Some of the biggest Russian banks are working on plans to help each other in the event that they are hit by fresh U.S. sanctions, sources familiar with the matter told Reuters.
According to the report, the new scheme, which banks started to draft with Russia’s finance ministry and the Central Bank last year, would be unlikely to work indefinitely but could help avoid a panic if one or several big banks are cut off from dollar transactions.
But Russian banks still fear they could come under sanctions and so have begun to draft a contingency plan.
“Each important bank has a step-by-step plan on what should be done in a given situation. The first month is set out day by day, if not hour by hour,” a senior financial official said.
The news agency’s sources said Sberbank, VTB, Gazprombank, and others are examining how they can provide each other with access to U.S. dollars or other major foreign currencies by using so-called correspondent accounts, the sources said.
Banks access financial services in different jurisdictions and provide cross-border payment services to customers in various currencies through correspondent banking relationships.
U.S. lawmakers last year drafted a sanctions bill which proposed cutting off some of Russia’s top banks from the U.S. dollar system, mentioning Sberbank, VTB, Gazprombank, Russian Agriculture Bank, Promsvyazbank, VEB and Bank of Moscow.
On Thursday, Gazprombank, Russia’s third-biggest lender by assets, sold its indirect stake in the Petrozamora joint venture in Venezuela, according to a source at the bank. The move is also directly connected to efforts to distance the bank from business operations in Venezuela amid crippling U.S. sanctions on Caracas.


**About this task:** Reproduce all the data verbatim.
↓↓↓
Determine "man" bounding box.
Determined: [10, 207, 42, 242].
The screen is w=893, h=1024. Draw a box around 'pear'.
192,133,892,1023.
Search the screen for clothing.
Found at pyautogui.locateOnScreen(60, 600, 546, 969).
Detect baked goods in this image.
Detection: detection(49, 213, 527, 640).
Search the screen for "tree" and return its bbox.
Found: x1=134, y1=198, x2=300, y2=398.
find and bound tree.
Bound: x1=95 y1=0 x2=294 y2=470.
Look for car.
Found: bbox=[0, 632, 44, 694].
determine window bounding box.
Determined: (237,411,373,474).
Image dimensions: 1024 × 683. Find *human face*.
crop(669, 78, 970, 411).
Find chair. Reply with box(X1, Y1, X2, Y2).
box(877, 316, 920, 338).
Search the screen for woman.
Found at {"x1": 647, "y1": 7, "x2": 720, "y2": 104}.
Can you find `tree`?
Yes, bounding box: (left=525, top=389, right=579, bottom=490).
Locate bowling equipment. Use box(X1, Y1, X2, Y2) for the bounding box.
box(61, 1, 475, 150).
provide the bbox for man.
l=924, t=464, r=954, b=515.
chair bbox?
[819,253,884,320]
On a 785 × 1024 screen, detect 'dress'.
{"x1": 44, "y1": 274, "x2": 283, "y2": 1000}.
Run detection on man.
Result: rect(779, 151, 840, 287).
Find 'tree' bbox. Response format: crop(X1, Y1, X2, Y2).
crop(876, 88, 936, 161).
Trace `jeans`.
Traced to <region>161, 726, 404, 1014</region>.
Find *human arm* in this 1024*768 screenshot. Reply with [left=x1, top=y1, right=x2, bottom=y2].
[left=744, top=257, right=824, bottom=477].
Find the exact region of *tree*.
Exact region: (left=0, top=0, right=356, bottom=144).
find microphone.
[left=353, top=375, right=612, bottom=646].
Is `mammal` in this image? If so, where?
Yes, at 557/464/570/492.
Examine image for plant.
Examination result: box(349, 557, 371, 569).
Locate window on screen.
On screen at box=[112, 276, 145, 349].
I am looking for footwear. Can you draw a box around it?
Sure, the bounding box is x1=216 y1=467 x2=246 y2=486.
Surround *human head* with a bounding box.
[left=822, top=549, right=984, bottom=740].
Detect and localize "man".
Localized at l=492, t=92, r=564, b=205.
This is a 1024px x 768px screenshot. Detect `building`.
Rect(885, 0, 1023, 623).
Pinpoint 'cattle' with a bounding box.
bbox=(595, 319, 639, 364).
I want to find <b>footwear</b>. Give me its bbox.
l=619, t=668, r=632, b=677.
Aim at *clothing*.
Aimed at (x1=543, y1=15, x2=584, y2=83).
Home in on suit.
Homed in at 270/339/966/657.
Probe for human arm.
↑↑↑
**Exercise answer:**
Determine "man" bounding box.
Determined: [10, 207, 42, 242].
The screen is w=893, h=1024. Draw a box around 'pear'.
192,133,892,1023.
Search the screen for clothing.
Found at pyautogui.locateOnScreen(60, 600, 546, 969).
Detect baked goods in this image.
Detection: detection(49, 213, 527, 640).
Search the screen for "tree" and return its bbox.
Found: x1=134, y1=198, x2=300, y2=398.
find and bound tree.
Bound: x1=95 y1=0 x2=294 y2=470.
Look for car.
Found: bbox=[0, 632, 44, 694].
determine window bounding box.
Determined: (237,411,373,474).
Image dimensions: 1024 × 683. Find *human face*.
crop(669, 78, 970, 411).
Find chair. Reply with box(X1, Y1, X2, Y2).
box(877, 316, 920, 338).
Search the screen for woman.
Found at {"x1": 647, "y1": 7, "x2": 720, "y2": 104}.
Can you find `tree`?
Yes, bounding box: (left=525, top=389, right=579, bottom=490).
Locate bowling equipment. Use box(X1, Y1, X2, Y2) for the bounding box.
box(61, 1, 475, 150).
provide the bbox for man.
l=924, t=464, r=954, b=515.
chair bbox?
[819,253,884,320]
On a 785 × 1024 screen, detect 'dress'.
{"x1": 44, "y1": 274, "x2": 283, "y2": 1000}.
Run detection on man.
Result: rect(779, 151, 840, 287).
Find 'tree' bbox. Response format: crop(X1, Y1, X2, Y2).
crop(876, 88, 936, 161).
Trace `jeans`.
Traced to <region>161, 726, 404, 1014</region>.
Find *human arm* in this 1024*768 screenshot. Reply with [left=x1, top=y1, right=x2, bottom=y2].
[left=744, top=257, right=824, bottom=477].
Find the exact region of *tree*.
Exact region: (left=0, top=0, right=356, bottom=144).
find microphone.
[left=353, top=375, right=612, bottom=646].
Is `mammal` in this image? If so, where?
Yes, at 557/464/570/492.
Examine image for plant.
Examination result: box(349, 557, 371, 569).
Locate window on screen.
On screen at box=[112, 276, 145, 349].
I am looking for footwear. Can you draw a box around it?
Sure, the bounding box is x1=216 y1=467 x2=246 y2=486.
Surround *human head* with a bounding box.
[left=822, top=549, right=984, bottom=740].
Detect and localize "man".
Localized at l=492, t=92, r=564, b=205.
This is a 1024px x 768px screenshot. Detect `building`.
Rect(885, 0, 1023, 623).
Pinpoint 'cattle' with a bounding box.
bbox=(595, 319, 639, 364).
I want to find <b>footwear</b>. Give me its bbox.
l=619, t=668, r=632, b=677.
Aim at *clothing*.
Aimed at (x1=543, y1=15, x2=584, y2=83).
Home in on suit.
Homed in at 270/339/966/657.
Probe for human arm.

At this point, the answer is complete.